How I Battled Loneliness with Tacos (and Intentionality)
We are a lonely generation, and I don’t need to read a study to become aware of that. I have experienced it at times in my own life and witnessed it in the lives of those I know. I am fortunate to not currently consider myself one of the 30 percent of millennials who feel terribly lonely. I contribute this to my extroverted nature, providence, and a little luck. I also learned that friendship wouldn’t just spring up around me — I had to go out of my way to pursue the good friends who are now in my life.
C.S. Lewis’s book The Four Loves discusses what he believes to be the four kinds of love humans can experience: eros (romantic), friendship, affection (mostly familial), and charity (love of God). The book is most well-known for how it tackles the topic of friendship, which Lewis believes is the most unique of the four loves he explores. He describes it as the “luminous, tranquil, rational, world of relationships freely chosen.”
He explains that the free will humans experience in their individual lives extends neatly and uniquely in friendship in a way that isn’t experienced in other types of love. We may choose our spouses, but there is a biological impulse to procreate. We may love our families, but sometimes it is just because we sense we have to. Friendship, as Lewis suggests, is the most human form of love because it is the most directly tied to our free will.
When my husband and I moved back to our rural hometown in southwest Virginia after college, I found that most of my childhood friends hadn’t returned. I had left my college friends behind in North Carolina, and although I had dozens of family members a few minutes’ drive away now, I was terribly lonely.
After a year or so, I decided I would do something about my friendship situation. I had always been handed my friends because of proximity in school and it was time to be an adult and find my own friends out in the world.
I texted, messaged, and called everyone I knew within 15 years of my own age to meet at a coffee shop for a book study. The first night at least 20 people showed up, all desiring community and feeling its absence. Soon, the book study was pushed aside as the excuse it was, and the group began to meet monthly for tacos and margaritas.
People floated in and out of the group over the course of the next three years, but a core group was established. These people are the people who threw a birthday party for our son and gave us a card with money in it to pay his medical bills that we had piling up. These are the people we go on vacation with, who will be future children’s godparents. These are the people we mourned for when one of the couples moved away.

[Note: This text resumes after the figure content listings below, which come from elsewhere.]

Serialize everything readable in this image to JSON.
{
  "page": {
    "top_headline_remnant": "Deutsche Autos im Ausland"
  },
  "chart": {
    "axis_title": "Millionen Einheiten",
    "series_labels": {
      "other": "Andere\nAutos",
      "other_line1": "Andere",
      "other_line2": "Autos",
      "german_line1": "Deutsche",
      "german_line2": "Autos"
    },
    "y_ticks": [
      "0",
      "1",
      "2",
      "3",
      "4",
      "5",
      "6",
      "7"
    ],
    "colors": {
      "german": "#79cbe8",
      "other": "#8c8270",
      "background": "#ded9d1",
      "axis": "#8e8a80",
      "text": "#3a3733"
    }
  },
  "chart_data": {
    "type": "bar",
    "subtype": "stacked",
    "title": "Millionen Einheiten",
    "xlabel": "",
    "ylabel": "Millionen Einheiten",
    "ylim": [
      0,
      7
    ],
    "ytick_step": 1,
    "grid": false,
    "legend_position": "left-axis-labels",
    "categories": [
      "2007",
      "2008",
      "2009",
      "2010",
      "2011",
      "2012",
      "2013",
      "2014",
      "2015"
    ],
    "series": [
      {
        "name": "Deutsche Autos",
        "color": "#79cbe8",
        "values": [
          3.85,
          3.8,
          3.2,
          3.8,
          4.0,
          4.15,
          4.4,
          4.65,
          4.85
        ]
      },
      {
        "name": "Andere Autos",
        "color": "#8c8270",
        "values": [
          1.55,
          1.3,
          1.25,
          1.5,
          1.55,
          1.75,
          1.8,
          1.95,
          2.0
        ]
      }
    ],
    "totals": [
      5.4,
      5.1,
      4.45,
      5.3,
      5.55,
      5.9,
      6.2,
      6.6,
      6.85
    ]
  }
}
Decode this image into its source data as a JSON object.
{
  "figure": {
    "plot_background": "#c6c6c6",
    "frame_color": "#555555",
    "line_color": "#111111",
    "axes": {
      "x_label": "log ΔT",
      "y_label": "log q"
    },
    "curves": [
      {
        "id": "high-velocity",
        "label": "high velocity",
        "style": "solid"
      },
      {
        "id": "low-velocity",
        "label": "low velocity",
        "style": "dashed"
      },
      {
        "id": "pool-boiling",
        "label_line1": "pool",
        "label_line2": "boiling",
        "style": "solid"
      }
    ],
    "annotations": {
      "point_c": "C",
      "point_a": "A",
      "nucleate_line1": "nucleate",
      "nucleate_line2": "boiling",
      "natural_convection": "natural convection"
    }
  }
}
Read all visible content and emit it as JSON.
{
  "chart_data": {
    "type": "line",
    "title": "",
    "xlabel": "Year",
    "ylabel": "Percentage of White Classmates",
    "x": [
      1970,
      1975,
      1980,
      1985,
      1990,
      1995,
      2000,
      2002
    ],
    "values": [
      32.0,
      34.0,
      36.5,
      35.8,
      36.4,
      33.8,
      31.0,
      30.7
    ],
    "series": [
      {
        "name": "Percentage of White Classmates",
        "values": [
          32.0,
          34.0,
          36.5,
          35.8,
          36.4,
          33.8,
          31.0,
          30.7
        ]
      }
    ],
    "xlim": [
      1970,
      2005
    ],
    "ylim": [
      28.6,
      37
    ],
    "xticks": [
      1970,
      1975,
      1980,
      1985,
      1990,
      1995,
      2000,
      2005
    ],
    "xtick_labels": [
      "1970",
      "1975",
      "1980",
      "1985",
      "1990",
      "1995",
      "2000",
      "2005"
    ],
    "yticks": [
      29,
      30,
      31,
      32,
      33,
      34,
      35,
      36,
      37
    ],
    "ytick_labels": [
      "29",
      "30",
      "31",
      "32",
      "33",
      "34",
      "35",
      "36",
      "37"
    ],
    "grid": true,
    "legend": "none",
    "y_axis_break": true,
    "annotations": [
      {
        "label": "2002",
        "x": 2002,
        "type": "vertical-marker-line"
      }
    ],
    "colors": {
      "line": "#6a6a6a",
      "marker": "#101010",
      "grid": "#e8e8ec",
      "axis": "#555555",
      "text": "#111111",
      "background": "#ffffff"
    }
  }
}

C.S. Lewis says friendship is “made light of in modern times.” We think family is primary and friendship is secondary, but in my experience, friends are more like family than some family. These are the people we choose to do life with, the people who love us and whom we love even though we don’t have to.
Maybe if we all adjusted our view of friendship just a degree toward the importance we place on family, it would change the way we approach it. We would pursue it with the vigor of dating and cherish it with the sentimentality of family. We wouldn’t just hope we stumble into friendships like we are birthed into a family. We would see the gift of friendships as gratuitous, but therefore even more valuable. We would see that good friendships are worth stepping out of our comfort zones to pursue and worth the trouble to preserve.
Friendship can happen by chance, but I won’t leave my happiness to chance. I hope you won’t either.